What it does
The National Environment Protection Council Act 1994 establishes a Ministerial Council (the NEPC) and equips it with functions and powers directed to two statutory objects set out in s.3. First, it ensures Australians enjoy “equivalent protection from air, water or soil pollution and from noise, wherever they live”. Second, it prevents distortion of business decisions and fragmentation of national markets caused by differing jurisdictional approaches to “major environment protection measures”.
The Act does this principally by conferring power on the NEPC to make national environment protection measures (NEPMs) under s.14(1). A NEPM is an instrument in writing that may address ambient air quality, ambient marine/estuarine/freshwater quality, amenity noise (only where market effects are engaged), site-contamination guidelines, hazardous-waste impacts, reuse and recycling of materials, and (subject to coordination with the National Transport Commission) motor-vehicle noise and emissions (s.14(1)–(2)). Each NEPM must consist of one or more of four specified elements: a national environment protection standard (quantifiable environmental characteristics), a national environment protection goal (desired outcomes guiding activity management), a national environment protection guideline (practical means of achieving outcomes), or a national environment protection protocol (measurement processes) (s.14(3) and the definitions in s.6(1)).
The making process is deliberately prescriptive. Before making a NEPM the Council must publish notice of its intention in the Gazette and in newspapers circulating in each participating jurisdiction (s.16), prepare a draft measure and a detailed impact statement (s.17), allow at least two months for public submissions (s.18), and have regard to the impact statement, submissions received and any advice from the NEPC Committee or other advisory committees (s.19). In deciding whether to proceed, the Council must also weigh consistency with s.3 of the Intergovernmental Agreement, environmental/economic/social impacts, administrative simplicity, the comparative effectiveness of standard/goal/guideline combinations, existing inter-governmental mechanisms, relevant international agreements and regional environmental differences (s.15).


| What to do |
Each line of the records has to be copied exactly, though the pictures must be left out.

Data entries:
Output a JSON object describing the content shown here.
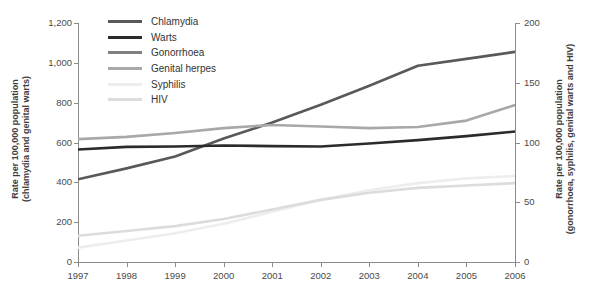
{
  "chart_data": {
    "type": "line",
    "title": "",
    "xlabel": "",
    "ylabel": "Rate per 100,000 population\n(chlamydia and genital warts)",
    "y2label": "Rate per 100,000 population\n(gonorrhoea, syphilis, genital warts and HIV)",
    "x": [
      1997,
      1998,
      1999,
      2000,
      2001,
      2002,
      2003,
      2004,
      2005,
      2006
    ],
    "xtick_labels": [
      "1997",
      "1998",
      "1999",
      "2000",
      "2001",
      "2002",
      "2003",
      "2004",
      "2005",
      "2006"
    ],
    "ylim": [
      0,
      1200
    ],
    "ytick_labels": [
      "0",
      "200",
      "400",
      "600",
      "800",
      "1,000",
      "1,200"
    ],
    "ytick_values": [
      0,
      200,
      400,
      600,
      800,
      1000,
      1200
    ],
    "y2lim": [
      0,
      200
    ],
    "y2tick_labels": [
      "0",
      "50",
      "100",
      "150",
      "200"
    ],
    "y2tick_values": [
      0,
      50,
      100,
      150,
      200
    ],
    "grid": false,
    "legend_position": "top-left",
    "series": [
      {
        "name": "Chlamydia",
        "axis": "left",
        "color": "#595959",
        "width": 2.6,
        "values": [
          415,
          470,
          530,
          620,
          700,
          790,
          885,
          985,
          1020,
          1055
        ]
      },
      {
        "name": "Warts",
        "axis": "left",
        "color": "#2b2b2b",
        "width": 2.6,
        "values": [
          565,
          578,
          580,
          585,
          582,
          580,
          595,
          612,
          632,
          655
        ]
      },
      {
        "name": "Gonorrhoea",
        "axis": "left_scaled",
        "color": "#808080",
        "width": 2.6,
        "values": [
          573,
          592,
          700,
          960,
          1065,
          1118,
          1095,
          975,
          782,
          795
        ]
      },
      {
        "name": "Genital herpes",
        "axis": "left",
        "color": "#a8a8a8",
        "width": 2.6,
        "values": [
          617,
          628,
          648,
          672,
          688,
          680,
          672,
          678,
          710,
          788
        ]
      },
      {
        "name": "Syphilis",
        "axis": "left_scaled",
        "color": "#ededed",
        "width": 2.6,
        "values": [
          12,
          18,
          24,
          32,
          42,
          52,
          60,
          66,
          70,
          72
        ]
      },
      {
        "name": "HIV",
        "axis": "left_scaled",
        "color": "#dcdcdc",
        "width": 2.6,
        "values": [
          22,
          26,
          30,
          36,
          44,
          52,
          58,
          62,
          64,
          66
        ]
      }
    ]
  },
  "legend": {
    "items": [
      {
        "label": "Chlamydia",
        "color": "#595959"
      },
      {
        "label": "Warts",
        "color": "#2b2b2b"
      },
      {
        "label": "Gonorrhoea",
        "color": "#808080"
      },
      {
        "label": "Genital herpes",
        "color": "#a8a8a8"
      },
      {
        "label": "Syphilis",
        "color": "#ededed"
      },
      {
        "label": "HIV",
        "color": "#dcdcdc"
      }
    ]
  },
  "axes": {
    "left_title": "Rate per 100,000 population\n(chlamydia and genital warts)",
    "right_title": "Rate per 100,000 population\n(gonorrhoea, syphilis, genital warts and HIV)"
  }
}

| Your solution |
Output a JSON object describing the content shown here.
{
  "chart_data": {
    "type": "line",
    "title": "",
    "xlabel": "",
    "ylabel": "Rate per 100,000 population\n(chlamydia and genital warts)",
    "y2label": "Rate per 100,000 population\n(gonorrhoea, syphilis, genital warts and HIV)",
    "x": [
      1997,
      1998,
      1999,
      2000,
      2001,
      2002,
      2003,
      2004,
      2005,
      2006
    ],
    "xtick_labels": [
      "1997",
      "1998",
      "1999",
      "2000",
      "2001",
      "2002",
      "2003",
      "2004",
      "2005",
      "2006"
    ],
    "ylim": [
      0,
      1200
    ],
    "ytick_labels": [
      "0",
      "200",
      "400",
      "600",
      "800",
      "1,000",
      "1,200"
    ],
    "ytick_values": [
      0,
      200,
      400,
      600,
      800,
      1000,
      1200
    ],
    "y2lim": [
      0,
      200
    ],
    "y2tick_labels": [
      "0",
      "50",
      "100",
      "150",
      "200"
    ],
    "y2tick_values": [
      0,
      50,
      100,
      150,
      200
    ],
    "grid": false,
    "legend_position": "top-left",
    "series": [
      {
        "name": "Chlamydia",
        "axis": "left",
        "color": "#595959",
        "width": 2.6,
        "values": [
          415,
          470,
          530,
          620,
          700,
          790,
          885,
          985,
          1020,
          1055
        ]
      },
      {
        "name": "Warts",
        "axis": "left",
        "color": "#2b2b2b",
        "width": 2.6,
        "values": [
          565,
          578,
          580,
          585,
          582,
          580,
          595,
          612,
          632,
          655
        ]
      },
      {
        "name": "Gonorrhoea",
        "axis": "left_scaled",
        "color": "#808080",
        "width": 2.6,
        "values": [
          573,
          592,
          700,
          960,
          1065,
          1118,
          1095,
          975,
          782,
          795
        ]
      },
      {
        "name": "Genital herpes",
        "axis": "left",
        "color": "#a8a8a8",
        "width": 2.6,
        "values": [
          617,
          628,
          648,
          672,
          688,
          680,
          672,
          678,
          710,
          788
        ]
      },
      {
        "name": "Syphilis",
        "axis": "left_scaled",
        "color": "#ededed",
        "width": 2.6,
        "values": [
          12,
          18,
          24,
          32,
          42,
          52,
          60,
          66,
          70,
          72
        ]
      },
      {
        "name": "HIV",
        "axis": "left_scaled",
        "color": "#dcdcdc",
        "width": 2.6,
        "values": [
          22,
          26,
          30,
          36,
          44,
          52,
          58,
          62,
          64,
          66
        ]
      }
    ]
  },
  "legend": {
    "items": [
      {
        "label": "Chlamydia",
        "color": "#595959"
      },
      {
        "label": "Warts",
        "color": "#2b2b2b"
      },
      {
        "label": "Gonorrhoea",
        "color": "#808080"
      },
      {
        "label": "Genital herpes",
        "color": "#a8a8a8"
      },
      {
        "label": "Syphilis",
        "color": "#ededed"
      },
      {
        "label": "HIV",
        "color": "#dcdcdc"
      }
    ]
  },
  "axes": {
    "left_title": "Rate per 100,000 population\n(chlamydia and genital warts)",
    "right_title": "Rate per 100,000 population\n(gonorrhoea, syphilis, genital warts and HIV)"
  }
}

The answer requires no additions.